Untreated Hearing Loss Increases Risk of Dementia, Depression, and Falls
Brain scans show us untreated hearing loss, even mild cases, may contribute to a faster rate of atrophy, or loss of cells, in the brain. We’ve known for many years that untreated hearing loss leads to isolation, and that isolation has long been recognized as a risk factor for dementia, Alzheimer’s, and cognitive decline. When you struggle to hear someone clearly, you tend to avoid going out to eat or socializing in groups. Additionally, untreated hearing loss leads to a higher risk of falls. We use our ears to pick up subtle sounds in our environment, and if you don’t hear those sounds, your brain has to work harder. This subconscious multitasking may interfere with mental processing needed to walk safely.
What the Research Says
Untreated Hearing Loss May Contribute to Decrease of Brain Cells
Over the last decade, a series of studies from Johns Hopkins focused on the effects of untreated hearing loss on the brain. Frank Lin, MD, PhD and his team found people with untreated hearing losses had less gray brain matter than participants who had normal hearing. This is important because gray brain matter is responsible for muscle movement and sensory functions, including hearing, speech, and facets of higher learning such as attention, memory, emotions, decision making, and self-control.
In a separate study, they tracked 639 adults for nearly 12 years and found that having an untreated mild hearing loss doubled dementia risk, a moderate hearing loss tripled dementia risk, and a severe hearing loss was five times more likely to develop dementia.
Untreated Hearing Loss Recruits Other Areas of the Brain to Help with Hearing
Over the last few years, Anu Sharma, PhD with the University of Colorado suggested people with mild hearing losses showed their hearing centers of the brain lit up when performing listening exercises but also other areas of the brain lit up that are typically used for higher learning. This suggests more working memory (reasoning, decision making, and behavior) and executive function (attention, emotion, and self-control) are recruited to help because the hearing part of the brain alone is not getting enough information from the ears. Working memory and executive function are associated with increased listening effort.
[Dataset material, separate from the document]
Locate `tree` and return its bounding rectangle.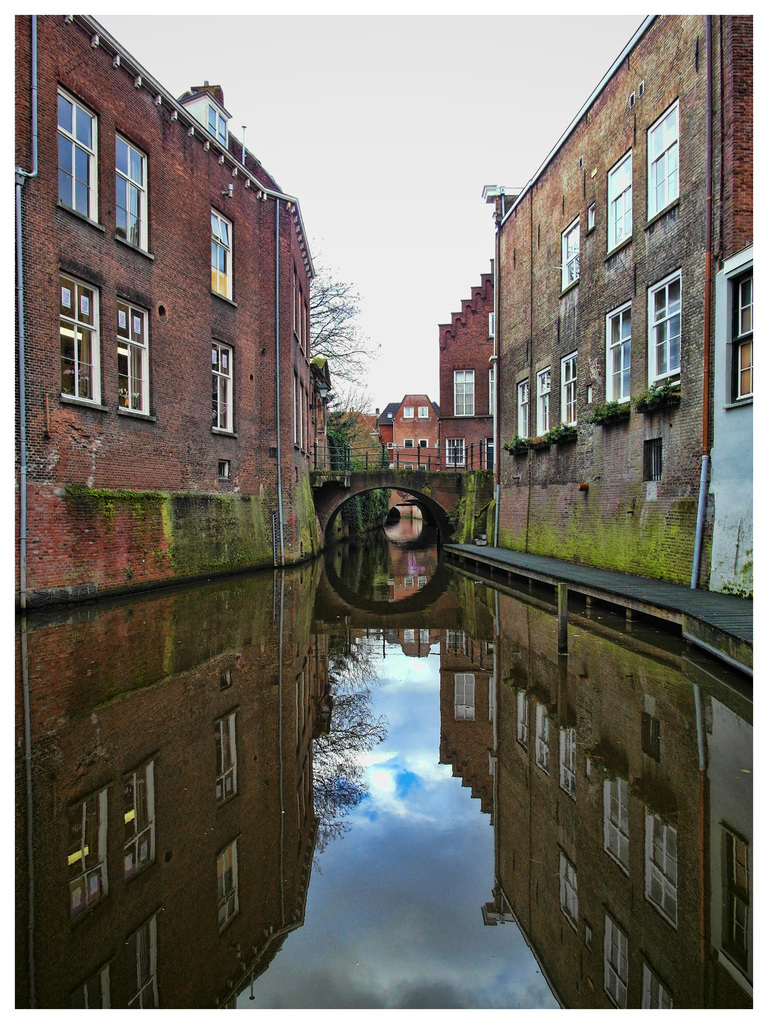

Untreated Hearing Loss Increases Risk of Cognitive Decline
Brigham & Women’s Hospital explored the connection between hearing loss and cognitive decline in a 2019 study and found the risk of cognitive decline increases 30% with untreated mild hearing loss, 42% with moderate hearing loss, and 54% with severe hearing loss.
What You Can Do to Help Yourself
Use of Hearing Aids May Delay Cognitive Decline
After 18 months of hearing aid use, researchers at the University of Melbourne in 2020 found speech perception, self-reported listening disability, and quality of life had significantly improved for participants. Most notably, 97% of participants in this study showed either clinically significant improvement or stability in executive function - their mental ability to plan, organize information, and start tasks.
Hearing Loss Is #1 Modifiable Risk Factor in Dementia
The esteemed medical journal, The Lancet, in 2020 and 2017 found that hearing loss is the #1 modifiable risk factor in dementia. They suggest with dementia prevention, intervention, and care, “Be ambitious about prevention. We recommend active treatment of hypertension in middle aged (45–65 years) and older people (aged older than 65 years) without dementia to reduce dementia incidence. Interventions for other risk factors including more childhood education, exercise, maintaining social engagement, reducing smoking, and management of hearing loss, depression, diabetes, and obesity might have the potential to delay or prevent a third of dementia cases.”
The Effects of Music on Brain Health
Research suggests music lessons can increase brain function in older adults
Playing piano and other instruments improves attention, memory, and problem-solving skills
Musicians out-perform non-musicians in difficult speech-in-noise tasks
Training on the differences in timbre (sounds), tempo, rhythm, and pitch of music translates to better speech processing
*It’s important to remember that hearing loss does not cause dementia. Hearing loss is a risk factor and having hearing loss does not necessarily mean you will develop dementia.